Lib Dems hit new poll low
by Peter Wozniak
A YouGov daily tracker poll has support for the Liberal Democrats plumbing a new low of 11%.
The poll, which has the Conservatives sitting on a five point lead over Labour at 43 to 38, remains broadly consistent with the recent polling for the Lib Dems, but that will not be a cause for celebration at the party’s Cowley Street HQ.
The Lib Dems have seen a steady plummet in their poll ratings since the general election, where they garnered twenty-three per cent of the vote.
The new poll will not be a cause for immediate panic given it remains within the margin of error of Yougov’s recent polls, but its symbolic quality as the lowest rating for the party since before Nick Clegg became leader in 2007 will add to the growing atmosphere of anxiety.

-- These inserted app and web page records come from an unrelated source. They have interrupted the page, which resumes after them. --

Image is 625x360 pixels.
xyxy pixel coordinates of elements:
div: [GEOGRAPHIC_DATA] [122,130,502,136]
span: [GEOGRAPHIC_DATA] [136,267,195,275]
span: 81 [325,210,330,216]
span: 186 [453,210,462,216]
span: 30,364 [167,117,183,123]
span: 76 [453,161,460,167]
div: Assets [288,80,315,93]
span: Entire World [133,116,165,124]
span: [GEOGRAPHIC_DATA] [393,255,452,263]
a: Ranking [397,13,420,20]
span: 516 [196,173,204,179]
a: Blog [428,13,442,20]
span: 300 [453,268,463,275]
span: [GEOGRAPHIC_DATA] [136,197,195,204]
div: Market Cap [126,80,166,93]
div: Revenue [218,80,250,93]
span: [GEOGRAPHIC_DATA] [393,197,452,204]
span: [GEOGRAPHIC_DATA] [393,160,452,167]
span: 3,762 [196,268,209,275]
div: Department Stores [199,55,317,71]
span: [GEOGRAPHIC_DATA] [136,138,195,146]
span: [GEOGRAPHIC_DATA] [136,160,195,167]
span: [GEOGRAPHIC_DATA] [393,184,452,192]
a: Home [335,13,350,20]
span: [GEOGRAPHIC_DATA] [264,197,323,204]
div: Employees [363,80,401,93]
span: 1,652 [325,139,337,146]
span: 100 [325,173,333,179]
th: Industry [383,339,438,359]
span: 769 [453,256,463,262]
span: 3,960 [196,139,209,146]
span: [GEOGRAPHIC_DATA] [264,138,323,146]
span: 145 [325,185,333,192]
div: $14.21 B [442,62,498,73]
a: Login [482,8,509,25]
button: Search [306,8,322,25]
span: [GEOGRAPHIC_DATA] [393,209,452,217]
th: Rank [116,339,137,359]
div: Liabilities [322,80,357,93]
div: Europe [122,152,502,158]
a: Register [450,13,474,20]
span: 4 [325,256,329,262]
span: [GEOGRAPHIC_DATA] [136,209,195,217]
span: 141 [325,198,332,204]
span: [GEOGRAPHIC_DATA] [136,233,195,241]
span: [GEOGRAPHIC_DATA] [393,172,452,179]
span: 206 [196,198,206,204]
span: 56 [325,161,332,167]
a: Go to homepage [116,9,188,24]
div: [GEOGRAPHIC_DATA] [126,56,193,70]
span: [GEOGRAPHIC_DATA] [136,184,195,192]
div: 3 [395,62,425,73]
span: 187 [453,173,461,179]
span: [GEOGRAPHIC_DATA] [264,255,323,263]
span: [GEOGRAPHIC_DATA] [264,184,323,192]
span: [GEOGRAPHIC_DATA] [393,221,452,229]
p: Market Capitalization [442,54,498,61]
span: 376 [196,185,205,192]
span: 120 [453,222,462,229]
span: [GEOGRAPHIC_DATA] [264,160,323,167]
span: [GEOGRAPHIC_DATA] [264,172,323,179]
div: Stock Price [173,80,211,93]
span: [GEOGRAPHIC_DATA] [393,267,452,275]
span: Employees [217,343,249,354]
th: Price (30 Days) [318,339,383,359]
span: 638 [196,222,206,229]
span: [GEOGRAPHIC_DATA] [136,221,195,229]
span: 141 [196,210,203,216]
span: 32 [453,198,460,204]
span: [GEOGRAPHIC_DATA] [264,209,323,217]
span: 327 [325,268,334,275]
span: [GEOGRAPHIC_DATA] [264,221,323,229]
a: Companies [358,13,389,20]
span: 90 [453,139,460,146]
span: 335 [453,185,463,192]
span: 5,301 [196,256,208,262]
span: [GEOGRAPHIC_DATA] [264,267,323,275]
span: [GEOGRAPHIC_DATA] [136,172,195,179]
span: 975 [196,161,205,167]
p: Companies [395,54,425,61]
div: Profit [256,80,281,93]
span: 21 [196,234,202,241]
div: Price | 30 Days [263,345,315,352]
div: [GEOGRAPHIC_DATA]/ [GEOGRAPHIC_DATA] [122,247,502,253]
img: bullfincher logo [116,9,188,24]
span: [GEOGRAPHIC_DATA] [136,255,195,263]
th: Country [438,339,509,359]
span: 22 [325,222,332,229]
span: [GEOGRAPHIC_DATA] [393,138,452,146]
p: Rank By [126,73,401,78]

The party’s conference this month is likely to be the focal point for Lib Dem discontent over the coalition with the Conservatives, with fears that Lib Dem policy is being subsumed beneath the weight of Tory influence.
Nick Clegg himself remains popular with party members, as the first Liberal leader to crowbar his party into government in nearly a century, as suggested by a recent poll for the Liberal Democrat Voice blog.
However, the sliding poll ratings will be a cause of concern for many within the party, as they have one eye on important local elections next year, and will look to arrest the decline in support before then.
Signs of open discontent at the party conference would spell troubling times for the coalition government, though the Lib Dems have a vested interest in postponing a new general election as long as possible.
The rating of 11%, if replicated on a uniform national swing, would leave the party with less than a dozen seats in the House of Commons.